No that was actually just a mistake of me :slight_smile: It should assign the result yes. I didn’t spot it because I didn’t actually use the result.

1 Like

@ck
This is awesome but it only works with .NET, not Island?

It should just work for everything, it’s an inline method. Obviously you need different (reflection) code for Java and Island.

I am scratching my head. I cannot find out the equivalent Island code to invoke constructor.

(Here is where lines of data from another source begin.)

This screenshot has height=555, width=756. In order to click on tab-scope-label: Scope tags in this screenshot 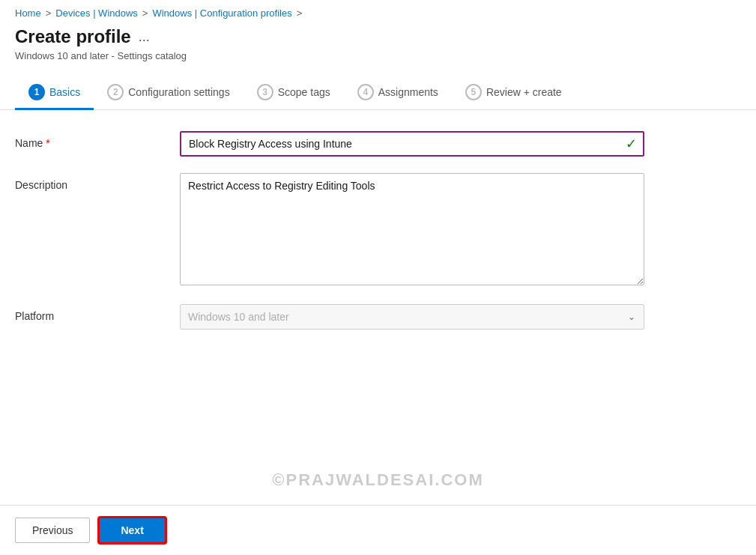, I will do `click(304, 92)`. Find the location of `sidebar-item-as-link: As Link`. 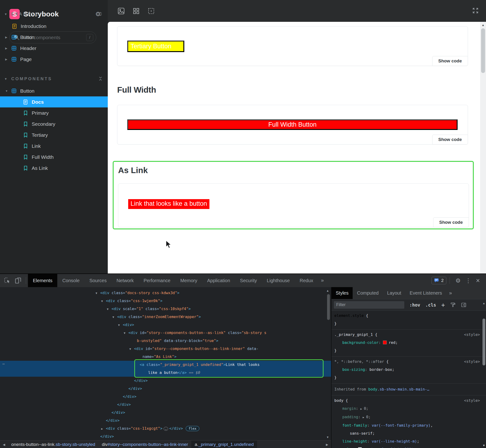

sidebar-item-as-link: As Link is located at coordinates (54, 168).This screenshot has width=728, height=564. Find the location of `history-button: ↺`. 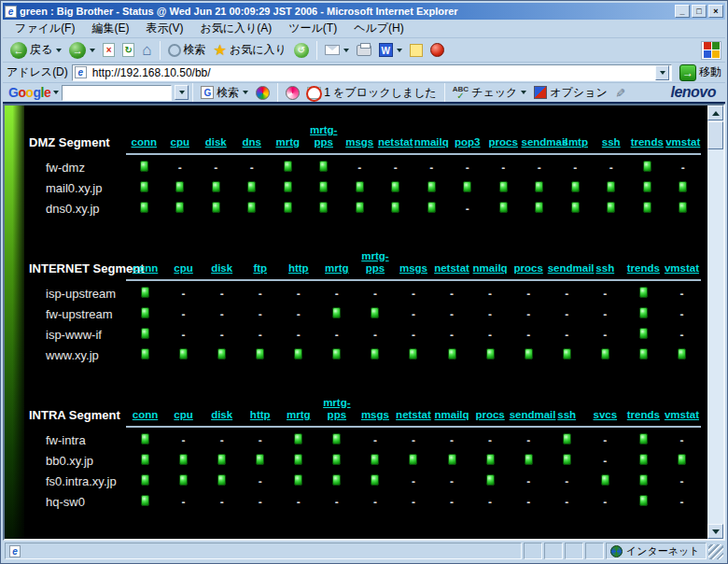

history-button: ↺ is located at coordinates (301, 50).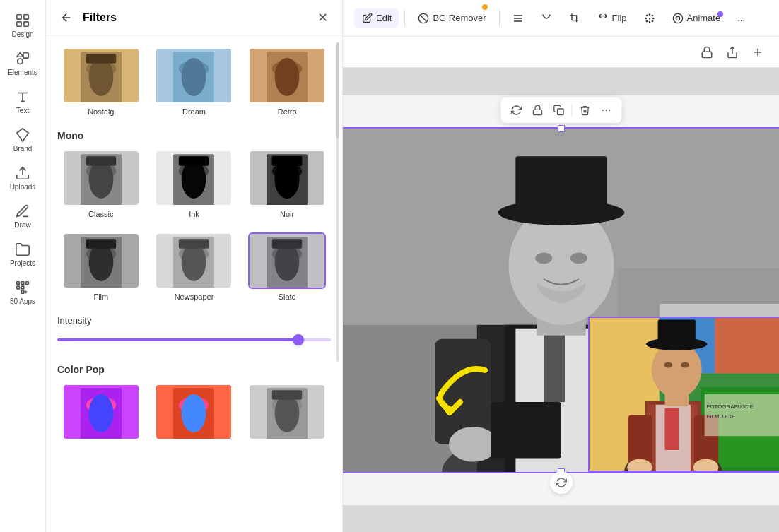 Image resolution: width=779 pixels, height=532 pixels. What do you see at coordinates (194, 184) in the screenshot?
I see `mono-filter-grid: Classic Ink` at bounding box center [194, 184].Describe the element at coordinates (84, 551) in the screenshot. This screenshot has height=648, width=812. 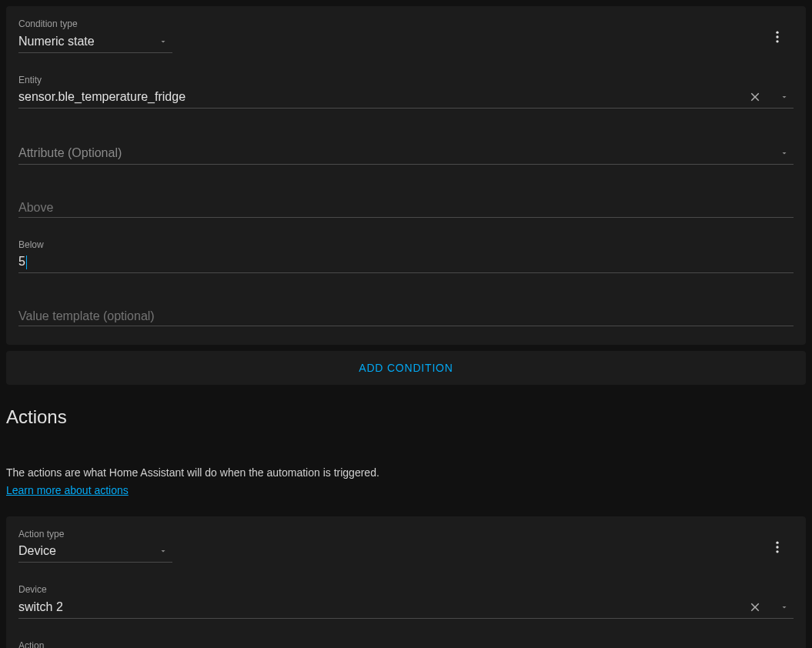
I see `action-type-value: Device` at that location.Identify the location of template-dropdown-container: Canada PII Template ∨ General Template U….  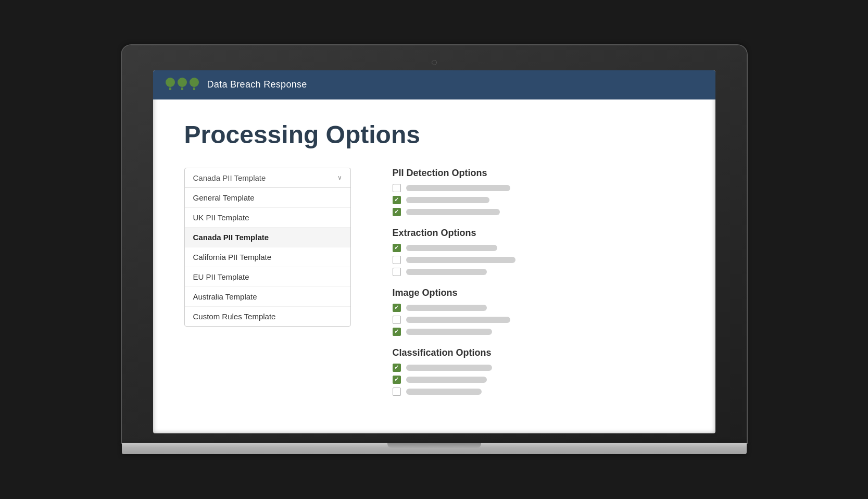
(268, 247).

Good question; I don’t think we have this exposed for constructors with parameters yet.

There’s:

    method Instantiate<T>: Object; where T is ILifetimeStrategy<T>; // Creates a new instance of this type and calls the default constructor, fails if none is present!
    begin
      var lCtor: MethodInfo := Methods.FirstOrDefault(a -> (MethodFlags.Constructor in a.Flags) and (not a.Arguments.Any) and (not a.IsStatic));
      if lCtor = nil then raise new Exception('No default constructor could be found on type '+Name);
      var lRealCtor := CtorHelper(lCtor.Pointer);
      if lRealCtor = nil then raise new Exception('No default constructor could be found!');
      result := InternalCalls.Cast<Object>(T.New(fValue, SizeOfType));
      lRealCtor(result);
    end;


    method Instantiate: Object; // Creates a new instance of this type and calls the default constructor, fails if none is present!
    begin
      exit Instantiate<DefaultGC>();
    end;

On type, which does this for parameterless constructors.

I think

var aTypeDef := typeof(self);
var lMethodInfoForConstructor := aTypeDef.Methods.FirstOrDefault(a -> (MethodFlags.Constructor in a.Flags) and (a.Arguments.Count = 1) and (a.Arguments[0].TypeCode = TypeCodes.String) and (not a.IsStatic));
lMethodInfoForConstructor.Invoke(DefaultGC.New(aTypeDef.RTTI, aTypeDef.SizeOfType), [arguments])

should work.

I would put the typeof() in the inline method, and the complex logic in a non inlined method, for speed purposes.

typeOf(self) is used in the above code. According to Oxygene document, copied below:

  • self inside a static member is identical to typeOf (self) in an instance method.

Based on the above document, the following two lines should be identical:

result := typeOf(self).GetConstructor([typeOf(String)]).Invoke([AResourceString^]);

should be identical to

result := self.GetConstructor([typeOf(String)]).Invoke([AResourceString^]);

However, the compiler complains about the second: (E43) No static member “GetConstructor” on type “Exception”

Any headsup?

@ck should we maybe expose this an s proper “syntax” so this can be achieved w/o reflection hacks?